Best for
Role-play, restorative check-in practice, paired scenario work, or tutor time where students need words for support that are caring without being intrusive.
Health / Hauora • Years 7-10 • Mana-enhancing support kōrero
Use this card to rehearse how a caring check-in can sound when someone seems weighed down. It centres aroha, clear next steps, and the important truth that a “whānau conversation” may mean whānau, a trusted adult, a mentor, or another safe person in a young person's circle.
This card already gives a strong classroom scaffold. The premium workflow becomes useful when you want kura-specific language, a simplified junior version, or scripted role cards that reflect your pastoral and whānau-contact process.
This is designed for support literacy, not disclosure harvesting. Students should never be pressured to reveal personal details in front of others.
The curriculum companion makes the communication, relating-to-others, and healthy-community links explicit so this card works as real health learning rather than a generic wellbeing poster.
For some ākonga, the first safe support is at home. For others, it is at school, in sport, at a youth space, or with another trusted adult. The goal is not to force one pathway. The goal is to help students recognise safe support and use language that protects everyone's mana.
Choose privacy, calm, and enough time to stay with the person if the kōrero becomes more serious.
Slow your breathing, stay steady, and make sure you are ready to listen more than you speak.
Before you start, know which adult, room, or process your school wants students to use if concern grows.
“I have noticed you have seemed quieter / heavier lately. I just wanted to check in.”
“You do not have to explain everything, but I am here to listen if you want company.”
“If this feels bigger than a friend kōrero, we can go together to a trusted adult.”
My own opening line:
| Helpful move | What it can sound like | What to avoid |
|---|---|---|
| Reflect back | “That sounds really exhausting.” | Jumping in with lectures or “just be positive”. |
| Ask a gentle question | “What feels hardest right now?” | Interrogating for lots of personal detail. |
| Normalise support | “It makes sense to get an adult with us if this feels heavy.” | Promising secrecy if safety is involved. |
| Trusted adult or safe person | How we will approach them | When the kōrero will happen | What follow-up looks like |
|---|---|---|---|
Level 3–4: Identify and describe the relationship between feelings, thoughts, and actions; develop strategies to maintain and enhance hauora across the four pou of Te Whare Tapa Whā; recognise the impact of connections and relationships on wellbeing.
Level 3–4: Understand how cultural practices and values shape identity and wellbeing; recognise the role of community and whānau in supporting individuals; explore how Indigenous frameworks offer ways of understanding health that are distinct from Western biomedical models.
Kōrero is central to Māori healing traditions. The idea that difficult things should be spoken — in the right time, in the right way, with the right people — runs through tikanga Māori from hui to whānau gatherings to therapeutic conversations in kaupapa Māori health settings. This card supports ākonga to initiate conversations with their whānau about hauora: to name what is happening, ask for what they need, and hear what their whānau holds in return. It treats whānau not as a background variable but as an active participant in wellness.
Is there something you have been wanting to say to someone in your whānau but haven't found the words for yet?
Students will engage with this hauora resource to build holistic wellbeing knowledge, connecting te ao Māori perspectives on hauora with personal, social, and environmental dimensions of health.
Scaffold support: Provide sentence starters, graphic organisers, and entry-level tasks to scaffold access. Offer extension challenges for capable learners to address a range of readiness levels.
ELL / ESOL: Pre-teach key vocabulary (hauora, wairua, tinana, hinengaro, whānau). Allow students to draw or respond in their home language as a first step.
Inclusion: Hauora topics can be sensitive — create a safe learning environment. Neurodiverse learners benefit from choice in how they demonstrate wellbeing understanding. Use accessible, non-threatening language.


What you need to do:
Please retype all of the records below word for word, leaving out any pictures.
(Information provided Opens)
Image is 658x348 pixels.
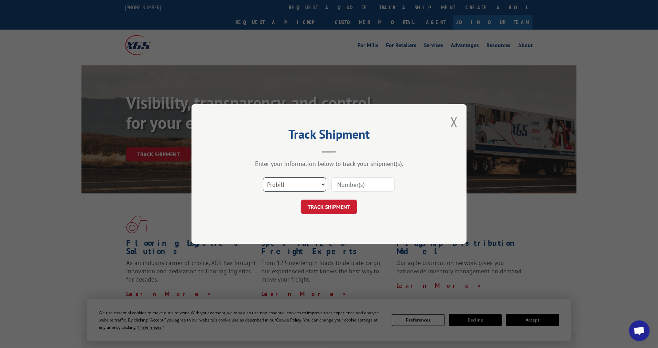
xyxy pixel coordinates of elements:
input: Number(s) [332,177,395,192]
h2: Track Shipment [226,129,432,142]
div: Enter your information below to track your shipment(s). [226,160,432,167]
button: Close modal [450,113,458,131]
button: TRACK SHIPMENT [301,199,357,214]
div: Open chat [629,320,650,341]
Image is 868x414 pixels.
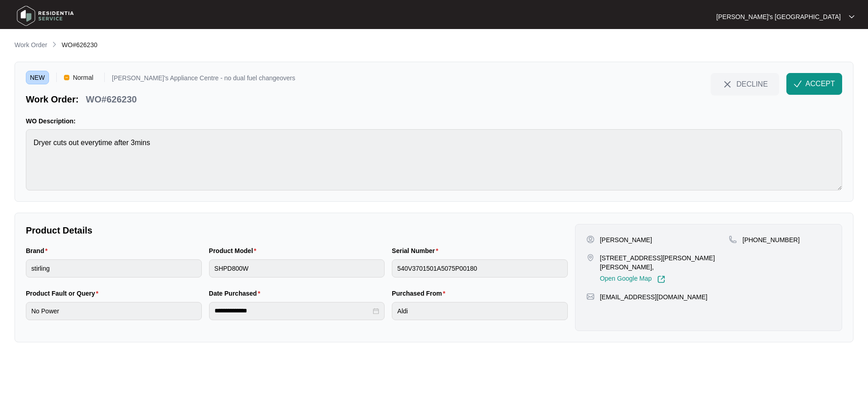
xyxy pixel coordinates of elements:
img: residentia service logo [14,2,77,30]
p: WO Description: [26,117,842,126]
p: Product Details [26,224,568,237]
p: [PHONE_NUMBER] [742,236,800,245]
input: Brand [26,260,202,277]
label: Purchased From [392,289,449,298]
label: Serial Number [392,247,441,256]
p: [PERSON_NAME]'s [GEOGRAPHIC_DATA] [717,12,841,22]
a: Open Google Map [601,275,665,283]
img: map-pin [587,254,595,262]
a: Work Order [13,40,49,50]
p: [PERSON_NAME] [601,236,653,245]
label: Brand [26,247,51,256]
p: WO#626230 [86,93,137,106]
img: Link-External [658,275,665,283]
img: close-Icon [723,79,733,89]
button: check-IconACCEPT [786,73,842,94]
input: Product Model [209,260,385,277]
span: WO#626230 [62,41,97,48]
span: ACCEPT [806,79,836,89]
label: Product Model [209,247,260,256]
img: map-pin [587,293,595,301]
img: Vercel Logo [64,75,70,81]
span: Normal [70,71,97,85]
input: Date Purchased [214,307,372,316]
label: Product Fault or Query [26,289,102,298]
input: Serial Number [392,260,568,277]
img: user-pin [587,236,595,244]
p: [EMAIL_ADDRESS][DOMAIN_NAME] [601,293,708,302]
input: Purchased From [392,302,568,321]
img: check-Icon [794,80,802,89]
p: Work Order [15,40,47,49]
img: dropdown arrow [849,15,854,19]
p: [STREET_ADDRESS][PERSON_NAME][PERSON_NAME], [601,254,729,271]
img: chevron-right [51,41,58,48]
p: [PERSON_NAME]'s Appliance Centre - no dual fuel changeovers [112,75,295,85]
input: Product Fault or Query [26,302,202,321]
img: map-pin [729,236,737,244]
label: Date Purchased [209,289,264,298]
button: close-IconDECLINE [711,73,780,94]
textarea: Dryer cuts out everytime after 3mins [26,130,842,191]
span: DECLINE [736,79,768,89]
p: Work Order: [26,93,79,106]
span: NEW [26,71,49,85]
(Information provided Closes)
Written solution:
Image is 658x348 pixels.
xyxy pixel coordinates of elements:
input: Number(s) [332,177,395,192]
h2: Track Shipment [226,129,432,142]
div: Enter your information below to track your shipment(s). [226,160,432,167]
button: Close modal [450,113,458,131]
button: TRACK SHIPMENT [301,199,357,214]
div: Open chat [629,320,650,341]
Image is 868x414 pixels.
xyxy pixel coordinates of elements:
img: residentia service logo [14,2,77,30]
p: WO Description: [26,117,842,126]
p: Product Details [26,224,568,237]
p: [PHONE_NUMBER] [742,236,800,245]
input: Brand [26,260,202,277]
label: Purchased From [392,289,449,298]
label: Serial Number [392,247,441,256]
p: [PERSON_NAME]'s [GEOGRAPHIC_DATA] [717,12,841,22]
a: Open Google Map [601,275,665,283]
img: map-pin [587,254,595,262]
a: Work Order [13,40,49,50]
p: [PERSON_NAME] [601,236,653,245]
label: Brand [26,247,51,256]
p: WO#626230 [86,93,137,106]
img: Link-External [658,275,665,283]
img: close-Icon [723,79,733,89]
button: check-IconACCEPT [786,73,842,94]
input: Product Model [209,260,385,277]
span: WO#626230 [62,41,97,48]
span: ACCEPT [806,79,836,89]
label: Product Model [209,247,260,256]
img: map-pin [587,293,595,301]
img: Vercel Logo [64,75,70,81]
span: Normal [70,71,97,85]
input: Date Purchased [214,307,372,316]
label: Product Fault or Query [26,289,102,298]
input: Serial Number [392,260,568,277]
img: user-pin [587,236,595,244]
p: [EMAIL_ADDRESS][DOMAIN_NAME] [601,293,708,302]
input: Purchased From [392,302,568,321]
img: check-Icon [794,80,802,89]
p: Work Order [15,40,47,49]
img: dropdown arrow [849,15,854,19]
p: [STREET_ADDRESS][PERSON_NAME][PERSON_NAME], [601,254,729,271]
img: chevron-right [51,41,58,48]
p: [PERSON_NAME]'s Appliance Centre - no dual fuel changeovers [112,75,295,85]
input: Product Fault or Query [26,302,202,321]
img: map-pin [729,236,737,244]
label: Date Purchased [209,289,264,298]
button: close-IconDECLINE [711,73,780,94]
textarea: Dryer cuts out everytime after 3mins [26,130,842,191]
span: DECLINE [736,79,768,89]
p: Work Order: [26,93,79,106]
span: NEW [26,71,49,85]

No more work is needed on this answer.